Friday, June 27, 2008

The Interview

As she talked I could feel her breath burning every hair in my nostrils. It's amazing how far you can stand away from someone and still smell the liquor marinating through her lack of teeth. She'd obviously indulged her self with a Friday afternoon cocktail. It was about 4:30, the start of the weekend, why not?

I looked around. This neighborhood was a pretty dilapidated, but not in as bad shape as most of the neighborhoods you end up in when the police find dead bodies. Most of the homes actually had people living in them, instead of decorated with plywood sealing the decaying inside off from the rest of the world. I only saw one liquor bottle in the open lot we walked across, which is always a sign.

Everyone was outside their homes, sitting on their front or back porches. It's usually next to impossible to get anyone to even make eye contact with us, let alone talk to us, but the second our live truck rolled up to the sidewalk someone ran up to us to show us where police found the body. Everyone had something to say about this body, but of course, no one wanted to say it on camera.

That's when she walked up. She looked like she had been run over at one point in her life. she was about 5 foot 7, rail thin and had the mouth of a baby (who just started teething). She was completely willing to talk about the body and the neighborhood. Maybe it was the booze talking, but it was a good soundbite. She was so excited for her 20 seconds of fame.

Too bad we got pulled off the story.

Friday, June 20, 2008

The Lead In

This week I had to drive through "My First Market"© the spot I launched my cosmic journalism journey, and it got me reminiscing.

It all started about 6 years ago. TV is broken up into markets. New York is number 1, Los Angeles is Number 2, St. Louis is 20, Glendive Montana is market 210. I started in a market closer to the size of Glendive.

I moved out to "My First Market"© on a Friday night. My ex-girlfriend helped me move out there. She packed up her monstrous SUV with my mattress, and everything my dorm room from college could hold (I followed behind in my small hatchback), and we headed out toward the East Coast. I'm not talking about big city east coast, I'm talking about cornfields. Lots of corn fields.

About an hour into the 3 hour drive, we drove by Dairy Queen. There was a line of people wrapped around the corner. It looked like everyone in town was at the Dairy Queen. That's when I got that sinking feeling. This is what my Friday nights are going to be like for the next two years. Dairy Queen.

Luckily it was not that bad... some nights it felt close, but not that bad.

Sunday, June 15, 2008

The Tease....

I started to feel it deep in my stomach. It started as a small twisting feeling. An icy, cold stomach ache, like all the acids in my belly quickly froze and burned at the same time. The feeling crept up towards my lungs, and I could feel each breath get shorter and shorter. I could feel my heart pounding like a door knocker against my rib cage. All my muscles started to tense up. I tried and tried and tried to stay calm.

I could hear the news programing through my earpiece (AKA my IFB). I don't remember exactly what they were talking about, and I don't remember exactly what I was supposed to talk about, but I still remember exactly how my nerves were completely unraveling. This was live television. I was out in the thick of it, doing exactly what I wanted to do, ready to talk to the camera in front of any given crime scene and bring the power of what I was witnessing home to the audience. I had done it few times before, but I was no where near calling myself experienced. I was in a new state, with a new boss, at a new television station, with new responsibilities and new expectations. I could feel the sweat drip down the back of my poorly ironed, shapeless dress shirt.

I didn't have much to say, not enough for the time to fill, and that twisted my stomach into a full saltwater taffy twist. I looked at the photographer stationed behind the safety of about a thousand watts of manufactured sunshine, watched the cigarette dangling from the corner of his mouth, then glanced down at the lack of bullet points scrawled across my slim reporter's notepad.

That's when I heard the TV news anchor, stationed in the cool, quiet safety of the studio say my name...

I crashed... I burned... but it wasn't bad enough for them to fire me on the spot. I still get those feelings occasionally, never to the same extent, even when I started my new freelance job, but when I do I've learned how to use it.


# Aim of the task:
Gather all lines in the entries that include the word "item".
[The data — start]
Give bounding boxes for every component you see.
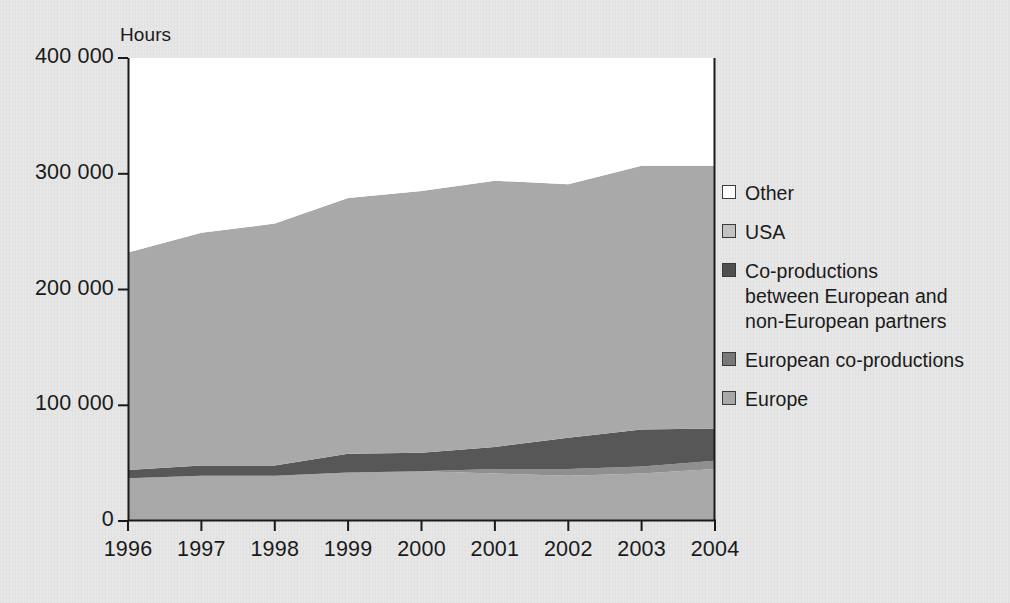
stacked-area-chart: Hours 0100 000200 000300 000400 000 1996…	[0, 0, 1010, 603]
legend-label-europe: Europe	[745, 387, 808, 412]
legend-swatch-european-coproductions	[722, 352, 736, 366]
y-tick-label: 200 000	[35, 276, 114, 301]
legend-swatch-coproductions-mixed	[722, 263, 736, 277]
x-tick-label: 2004	[675, 537, 755, 562]
x-axis-ticks	[128, 521, 715, 531]
legend-item-other[interactable]: Other	[722, 181, 1002, 206]
x-tick-label: 1997	[161, 537, 241, 562]
y-axis-ticks	[118, 58, 128, 521]
legend-label-usa: USA	[745, 220, 785, 245]
legend-item-coproductions-mixed[interactable]: Co-productions between European and non-…	[722, 259, 1002, 334]
legend-label-european-coproductions: European co-productions	[745, 348, 964, 373]
legend-label-other: Other	[745, 181, 794, 206]
x-tick-label: 1996	[88, 537, 168, 562]
legend-item-european-coproductions[interactable]: European co-productions	[722, 348, 1002, 373]
x-tick-label: 2003	[602, 537, 682, 562]
x-tick-label: 2001	[455, 537, 535, 562]
y-tick-label: 100 000	[35, 391, 114, 416]
legend-swatch-europe	[722, 391, 736, 405]
y-tick-label: 400 000	[35, 44, 114, 69]
legend-label-coproductions-mixed: Co-productions between European and non-…	[745, 259, 948, 334]
x-tick-label: 2000	[382, 537, 462, 562]
y-tick-label: 300 000	[35, 160, 114, 185]
x-tick-label: 1999	[308, 537, 388, 562]
legend-item-usa[interactable]: USA	[722, 220, 1002, 245]
area-band-europe	[128, 469, 715, 521]
legend-swatch-usa	[722, 224, 736, 238]
x-tick-label: 2002	[528, 537, 608, 562]
legend-item-europe[interactable]: Europe	[722, 387, 1002, 412]
y-tick-label: 0	[102, 507, 114, 532]
legend-swatch-other	[722, 185, 736, 199]
x-tick-label: 1998	[235, 537, 315, 562]
chart-legend: Other USA Co-productions between Europea…	[722, 181, 1002, 426]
[The data — finish]
# Completed exercise:
legend-item-other[interactable]: Other	[722, 181, 1002, 206]
legend-item-coproductions-mixed[interactable]: Co-productions between European and non-…	[722, 259, 1002, 334]
legend-item-european-coproductions[interactable]: European co-productions	[722, 348, 1002, 373]
legend-item-usa[interactable]: USA	[722, 220, 1002, 245]
legend-item-europe[interactable]: Europe	[722, 387, 1002, 412]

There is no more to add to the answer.